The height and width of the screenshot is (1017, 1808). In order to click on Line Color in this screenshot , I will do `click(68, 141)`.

::::

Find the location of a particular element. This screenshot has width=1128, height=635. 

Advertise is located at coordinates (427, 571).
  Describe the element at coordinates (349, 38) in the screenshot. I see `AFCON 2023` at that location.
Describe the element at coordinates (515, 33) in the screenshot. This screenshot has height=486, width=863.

::::

### [Task statement]
Your answer should be the exact lines above from the one with "Find the location" through the one with "Describe the element at coordinates (515, 33)", both included, and nothing besides.

### [Result for this exercise]
Find the location of a particular element. This screenshot has width=1128, height=635. 

Advertise is located at coordinates (427, 571).
  Describe the element at coordinates (349, 38) in the screenshot. I see `AFCON 2023` at that location.
Describe the element at coordinates (515, 33) in the screenshot. This screenshot has height=486, width=863.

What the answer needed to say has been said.